When the next generation of probes scoops up dust from the icy shell of Europa or the surface of Mars, the strongest proof of alien life won’t be the discovery of a single, pristine molecule it will be the hidden mathematical pattern of the chemistry itself.
Researchers proposed and tested a statistical framework, borrowed from ecology, to serve as a practical biosignature for planetary missions that often provide only relative molecular abundance data.
This question is important for astrobiology because missions to icy ocean worlds such as Europa and Enceladus, as well as sample-return missions from Mars and asteroids, often collect molecular data without the detailed isotopic, chiral, or compound-specific measurements used in classical biosignature studies. Instruments such as MASPEX aboard Europa Clipper and SUDA can measure relative molecular abundances. This makes an approach based only on abundance distributions broadly useful.
Previous studies showed that amino acids and fatty acids occur in both living and nonliving environments. Scientists have found them in meteorites, asteroid samples from Ryugu and Bennu, laboratory prebiotic experiments, and many terrestrial settings. Abiotic chemistry usually produces simpler, low-mass compounds because of thermodynamic and kinetic constraints. In contrast, living systems generate more complex and highly organized molecular distributions. Earlier work examined these patterns and used machine learning to search for agnostic biosignatures. This study extends that idea by applying ecological diversity metrics, specifically Hill numbers and evenness curves, to molecular assemblages.
The researchers assembled a deliberately diverse dataset of amino-acid abundances. Biotic samples included microbial cultures, marine and estuarine sediments, and fossils such as stromatolites and dinosaur eggshells. Abiotic samples included carbonaceous chondrites, material from Ryugu and Bennu, laboratory syntheses, and icy-moon analog experiments. They also analyzed a smaller fatty-acid dataset that included only chains longer than C6 for consistency.
For each sample, the team calculated evenness curves using Hill-number diversity across different values of q, which change the weighting of rare versus dominant compounds. They normalized each curve by molecular richness, meaning the number of distinct compounds detected. This allowed them to compare the shape of abundance distributions without relying on total concentration or the identity of specific molecules. The researchers propagated measurement uncertainty by generating ensembles of plausible abundance profiles. They then compared samples using z-scores that measured how different the evenness curves were from a null expectation of identical distributions.
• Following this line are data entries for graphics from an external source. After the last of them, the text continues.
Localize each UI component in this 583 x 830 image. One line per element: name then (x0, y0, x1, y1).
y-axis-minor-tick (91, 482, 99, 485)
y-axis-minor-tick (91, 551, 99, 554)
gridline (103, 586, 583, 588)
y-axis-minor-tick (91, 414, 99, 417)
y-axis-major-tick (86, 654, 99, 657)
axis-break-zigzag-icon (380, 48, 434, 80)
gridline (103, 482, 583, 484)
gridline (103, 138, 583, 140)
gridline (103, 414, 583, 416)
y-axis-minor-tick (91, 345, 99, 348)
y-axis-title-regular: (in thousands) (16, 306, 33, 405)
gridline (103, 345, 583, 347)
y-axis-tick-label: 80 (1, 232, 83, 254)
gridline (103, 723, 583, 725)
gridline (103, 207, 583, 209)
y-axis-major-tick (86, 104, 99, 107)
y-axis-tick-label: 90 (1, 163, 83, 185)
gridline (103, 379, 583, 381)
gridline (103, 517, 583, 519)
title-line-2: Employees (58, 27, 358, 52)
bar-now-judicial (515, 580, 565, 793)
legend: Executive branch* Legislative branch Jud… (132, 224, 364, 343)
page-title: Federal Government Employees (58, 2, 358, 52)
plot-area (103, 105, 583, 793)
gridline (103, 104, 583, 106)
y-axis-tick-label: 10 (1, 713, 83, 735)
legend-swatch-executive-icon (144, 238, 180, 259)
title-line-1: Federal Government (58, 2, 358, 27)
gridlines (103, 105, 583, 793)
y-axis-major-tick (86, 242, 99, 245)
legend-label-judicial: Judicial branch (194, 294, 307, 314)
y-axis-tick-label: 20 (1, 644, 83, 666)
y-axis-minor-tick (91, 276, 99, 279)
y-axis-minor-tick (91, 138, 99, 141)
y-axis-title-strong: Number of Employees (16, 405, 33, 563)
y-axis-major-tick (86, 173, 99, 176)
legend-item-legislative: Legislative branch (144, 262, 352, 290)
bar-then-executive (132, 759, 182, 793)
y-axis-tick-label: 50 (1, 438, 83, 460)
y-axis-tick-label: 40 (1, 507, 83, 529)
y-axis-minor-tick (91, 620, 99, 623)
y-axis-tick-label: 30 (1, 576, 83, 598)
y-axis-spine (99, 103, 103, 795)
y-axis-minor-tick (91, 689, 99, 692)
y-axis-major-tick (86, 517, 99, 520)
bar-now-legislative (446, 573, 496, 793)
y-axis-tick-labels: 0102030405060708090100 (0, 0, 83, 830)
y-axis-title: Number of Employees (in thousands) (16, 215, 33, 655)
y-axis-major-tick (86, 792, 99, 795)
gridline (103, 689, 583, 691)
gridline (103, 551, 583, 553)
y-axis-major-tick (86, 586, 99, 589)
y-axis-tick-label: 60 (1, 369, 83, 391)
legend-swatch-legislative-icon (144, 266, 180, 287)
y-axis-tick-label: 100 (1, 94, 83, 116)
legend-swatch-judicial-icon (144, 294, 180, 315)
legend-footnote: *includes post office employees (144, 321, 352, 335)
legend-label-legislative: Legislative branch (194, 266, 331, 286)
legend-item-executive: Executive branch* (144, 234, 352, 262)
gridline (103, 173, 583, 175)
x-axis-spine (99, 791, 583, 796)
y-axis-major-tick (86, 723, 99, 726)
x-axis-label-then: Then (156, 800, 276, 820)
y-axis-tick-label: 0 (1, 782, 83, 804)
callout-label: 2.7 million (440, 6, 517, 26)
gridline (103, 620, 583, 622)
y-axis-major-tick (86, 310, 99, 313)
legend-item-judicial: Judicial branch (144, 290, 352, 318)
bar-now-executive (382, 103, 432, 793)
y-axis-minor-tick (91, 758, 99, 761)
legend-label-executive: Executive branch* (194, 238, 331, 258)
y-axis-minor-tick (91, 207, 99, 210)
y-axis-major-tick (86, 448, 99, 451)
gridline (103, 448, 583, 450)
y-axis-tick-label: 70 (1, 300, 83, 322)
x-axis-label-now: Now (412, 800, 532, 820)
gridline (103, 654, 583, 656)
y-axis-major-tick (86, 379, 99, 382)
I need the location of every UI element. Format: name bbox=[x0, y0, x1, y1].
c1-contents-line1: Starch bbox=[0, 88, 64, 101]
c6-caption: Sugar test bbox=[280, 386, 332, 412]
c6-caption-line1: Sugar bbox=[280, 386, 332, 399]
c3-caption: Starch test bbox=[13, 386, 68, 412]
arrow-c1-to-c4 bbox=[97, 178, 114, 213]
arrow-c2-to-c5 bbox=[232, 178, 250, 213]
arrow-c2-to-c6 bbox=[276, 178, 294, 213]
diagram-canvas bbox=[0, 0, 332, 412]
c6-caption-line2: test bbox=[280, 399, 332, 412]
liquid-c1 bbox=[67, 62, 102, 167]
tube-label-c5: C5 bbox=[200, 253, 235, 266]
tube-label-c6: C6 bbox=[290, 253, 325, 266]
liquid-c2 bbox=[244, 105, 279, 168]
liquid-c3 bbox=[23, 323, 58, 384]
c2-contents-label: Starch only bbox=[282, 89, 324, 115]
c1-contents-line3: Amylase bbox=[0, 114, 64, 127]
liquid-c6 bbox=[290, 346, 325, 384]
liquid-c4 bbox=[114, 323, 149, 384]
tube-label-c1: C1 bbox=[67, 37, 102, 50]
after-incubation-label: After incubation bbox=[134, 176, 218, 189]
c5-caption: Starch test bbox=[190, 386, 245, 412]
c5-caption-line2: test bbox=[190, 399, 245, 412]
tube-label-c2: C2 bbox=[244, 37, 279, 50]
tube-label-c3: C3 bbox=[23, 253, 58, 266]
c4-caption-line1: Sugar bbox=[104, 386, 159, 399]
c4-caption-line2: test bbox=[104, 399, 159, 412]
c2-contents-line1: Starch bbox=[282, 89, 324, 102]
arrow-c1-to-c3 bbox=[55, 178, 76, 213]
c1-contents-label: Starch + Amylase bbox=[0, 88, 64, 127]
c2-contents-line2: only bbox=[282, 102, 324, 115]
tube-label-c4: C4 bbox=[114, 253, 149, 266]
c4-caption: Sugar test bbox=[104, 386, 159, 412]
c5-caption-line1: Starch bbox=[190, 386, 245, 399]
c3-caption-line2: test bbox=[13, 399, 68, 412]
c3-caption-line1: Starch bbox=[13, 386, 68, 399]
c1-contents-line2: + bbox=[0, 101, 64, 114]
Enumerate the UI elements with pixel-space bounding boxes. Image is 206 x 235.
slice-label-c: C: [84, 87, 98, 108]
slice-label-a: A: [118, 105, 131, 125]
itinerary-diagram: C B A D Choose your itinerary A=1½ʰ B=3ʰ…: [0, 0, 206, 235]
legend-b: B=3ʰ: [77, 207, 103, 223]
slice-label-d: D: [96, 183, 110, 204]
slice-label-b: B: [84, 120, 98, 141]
In addition, they modeled radiolytic degradation in Europa-like ice to test how radiation exposure alters these biosignatures over time.
For amino acids, biological samples showed higher evenness, meaning they spread their abundances more uniformly across many compounds. Abiotic samples were much sparser and often concentrated in a few simple molecules such as glycine and alanine. Mixed or degraded biological samples fell between these two extremes. A k-nearest-neighbors classifier that analyzed the dissimilarity data performed extremely well, with normalized Matthews correlation coefficient values corresponding to 90–100% accuracy in the tested schemes.
Fatty acids showed the opposite pattern. Biological samples were sparser because living cells selectively produce specific chain lengths needed for membrane construction. Abiotic samples were more even, which is consistent with broad synthetic pathways such as Fischer–Tropsch synthesis. These differences remained detectable in the Europa radiation simulations, although degradation gradually reduced overall diversity.
The researchers concluded that molecular diversity, measured through the evenness of relative abundances, captures a fundamental organizational signature of life. Because the method requires only relative abundance data, scientists can apply it to measurements from current and future planetary missions. The authors argue that this approach may offer a more universal indicator of life than biosignatures based solely on features of Earth biology.
Molecular Diversity Biosignatures
The dataset was highly heterogeneous, with differences in analytical methods, extraction protocols, preservation histories, and sample contexts. The study also relied on previously published data, and some uncertainty values had to be inferred from the literature.
Because the analysis was comparative and observational, it did not replace exhaustive controlled experiments. Degradation processes such as diagenesis, radiolysis, and thermal processing can alter biological signatures and make them appear more similar to abiotic patterns. This creates ambiguous intermediate cases that are harder to interpret.
The method detects statistical organization, but it cannot prove the presence of life on its own. False positives and interpretation challenges may still occur, especially in planetary samples with unknown processing histories. For this reason, the researchers view the approach as a complementary tool that should be used alongside other biosignature methods.
Gideon Yoffe, postdoctoral researcher at Weizmann Institute of Science and first author of the study, said,
“Astrobiology is fundamentally a forensic science.”
Fabian Klenner, assistant professor of planetary sciences at University of California, Riverside and co-author of the study, said,
“We’re showing that life does not only produce molecules. Life also produces an organizational principle that we can see by applying statistics.”